How to Conduct a Meeting (if You Absolutely Have to)
Meetings are a waste of time. The only time you should ever have a meeting is if not having one wastes more time.
Meetings should be used to reach decisions that cannot be agreed upon in any other way. Decisions that require multiple perspectives on a problem, or deal with complex and/or controversial issues, are good examples of situations that require meetings.
Meetings should have a focused objective. Diffuse topics should be broken up into separate meetings, or the less important objectives should be discarded.
Meetings should have a clear start and end time. Everyone attending should arrive before the meeting is set to begin and a course of action must be decided before the end. Meetings that run long waste time.
A meeting should last the minimal amount of time required to reach an effective decision. An hour-long meeting takes up 12.5% of an employee’s workday (and whatever gets decided in a meeting needs to be executed afterwards). The duration of a meeting should act like a deadline to create a sense of urgency and purpose.
Meetings should be limited to the minimum number of people required to make the decision. Meetings are not the place for people to learn about changes in the company (public communication of goals should occur outside meetings); meetings are for making decisions. The people who don’t attend a meeting can get more work done.
Everyone attending should know the meeting’s objective as far in advance as possible. Not having time for critical thought and reflection leads to poor decisions. Poor decisions waste time.
Once a meeting’s objectives are shared with all attendees, everyone should submit their ideas/solutions/arguments to a public agenda with enough time for everyone else to read each other’s submissions.
The person who called the meeting is the Organizer. The Organizer is responsible for consolidating everyone’s agenda items into a narrative that does not waste time during the meeting. Effective meetings require effective Organizers.
People who don’t take the time to submit their agenda items should not attend the meeting. (They must be thinking about something more important to the company than the objective of the meeting, so let them focus on that.)
When the meeting starts, the Organizer reiterates the meeting objectives, and everyone takes a turn to speak about their submitted ideas.
While people are speaking, anything not related to the objective should be quashed by the Organizer. Tangents waste time and organizations that permit people to go off-topic in meetings promote sloppy thinking and laziness as part of company culture.
Do not interrupt or distract another person when they are presenting their ideas. Only the Organizer can interject if they deem that the presenter has strayed too far from the meeting’s objectives.
(People in leadership roles should by definition be the most effective Organizers in your company. Effective Organizers who are not yet in leadership roles should be on the path to promotion. People in leadership positions who are ineffective Organizers should be fired before they inspire an exodus of top talent. Smart people despise having their time wasted.)
After everyone speaks, people may raise their hand to present counterarguments that elaborate on the ideas shared by other attendees. The Organizer selects who should speak and may halt the conversation if the counterarguments become tangential or long-winded. At no point should two people be speaking at the same time. It is the responsibility of the Organizer to ensure that all points of view are heard and nothing meaningful is left unsaid.
Notes should be taken by everyone when they are not actively speaking during the meeting. These notes should contain the key next steps on the meeting’s objectives, as well as the person who is responsible for each action item in the agreed upon next steps (more on this later).
When not taking notes or presenting, everyone should maintain eye contact with the person speaking and refrain from all distractions. Distractions waste time.
Technology used during meetings should be limited to devices required for presenting ideas or taking notes. Extraneous technology wastes time.
Discussing objectives in this way should ideally lead to a mutually agreed upon course of action. Once the course of action is established, the key next steps should be assigned to the various attendees of the meeting.
Make sure to not overburden a particular person with executing too many of the next steps from a meeting. Ideally, all stakeholders attending a meeting should have some share of the responsibilities that come out of it. When this does not happen, it often means ineffective people are hiding their uselessness through excessive delegation.
If an agreement cannot be reached after counterarguments are presented, do one of two things:
(1 If you have a company with a flat structure: vote. The Organizer can be the tie breaker.
(2 If you have a hierarchical company: the most senior person(s) attending the meeting decides based on the arguments and counterarguments presented.
The last 5-10 minutes of the meeting should be used by everyone to consolidate their notes. Consolidated notes are then submitted to the Organizer by all attendees as they leave the meeting (or shortly thereafter). Anyone who does not submit notes should be excluded from the next meeting.
The Organizer then aggregates and shares the notes with all attendees shortly after the meeting. The decided course of action should be written at the top, with next steps and the people responsible for executing them immediately below. The consolidated meeting notes should be stored in a place where it is accessible to all team members (even those who did not attend the meeting). Public communication of a meeting’s outcome is critical to a culture of trust.
The extra responsibilities placed on the Organizer should (hopefully) prevent people from calling superfluous meetings.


◆ **DESCRIPTION OF THE TASK**: Find every line in the material below with the string "Forward" and state how many there are, with no other text.

========

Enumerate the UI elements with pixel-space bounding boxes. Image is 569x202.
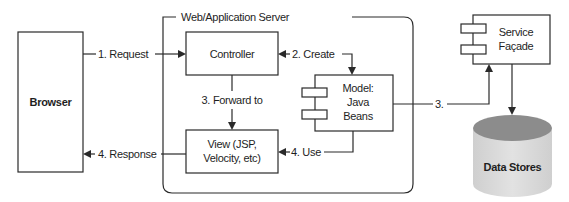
view-node: View (JSP, Velocity, etc) [186,130,278,173]
server-container-title: Web/Application Server [181,11,290,23]
edge-create-label: 2. Create [292,48,335,60]
edge-request: 1. Request [83,48,186,60]
arrowhead-icon [178,50,186,58]
component-tab-icon [302,110,327,119]
view-label-line1: View (JSP, [207,138,256,150]
browser-label: Browser [30,96,73,108]
edge-response-label: 4. Response [98,148,157,160]
browser-node: Browser [18,32,83,172]
edge-service-to-datastores [508,64,516,115]
edge-forward: 3. Forward to [202,75,263,130]
controller-node: Controller [186,32,278,75]
model-label-line2: Java [347,96,370,108]
service-facade-node: Service Façade [461,15,550,64]
component-tab-icon [461,24,486,33]
arrowhead-icon [485,64,493,72]
edge-use-label: 4. Use [291,146,321,158]
component-tab-icon [461,45,486,54]
service-facade-label-line1: Service [499,26,534,38]
edge-to-service-label: 3. [435,98,444,110]
model-label-line1: Model: [342,82,373,94]
arrowhead-icon [348,67,356,75]
model-node: Model: Java Beans [302,75,393,131]
service-facade-label-line2: Façade [499,40,534,52]
controller-label: Controller [210,48,255,60]
edge-response: 4. Response [83,148,186,160]
data-stores-label: Data Stores [484,161,542,173]
component-tab-icon [302,88,327,97]
arrowhead-icon [228,122,236,130]
model-label-line3: Beans [343,110,373,122]
mvc-architecture-diagram: Web/Application Server Browser Controlle… [0,0,569,202]
arrowhead-icon [508,107,516,115]
edge-request-label: 1. Request [98,48,148,60]
edge-use: 4. Use [278,131,353,158]
view-label-line2: Velocity, etc) [203,152,260,164]
edge-forward-label: 3. Forward to [202,94,263,106]
edge-to-service: 3. [393,64,493,110]
data-stores-node: Data Stores [473,115,552,197]
arrowhead-icon [278,148,286,156]
edge-create: 2. Create [278,48,356,75]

========

◆ **ANSWER FOR THE TASK**: 2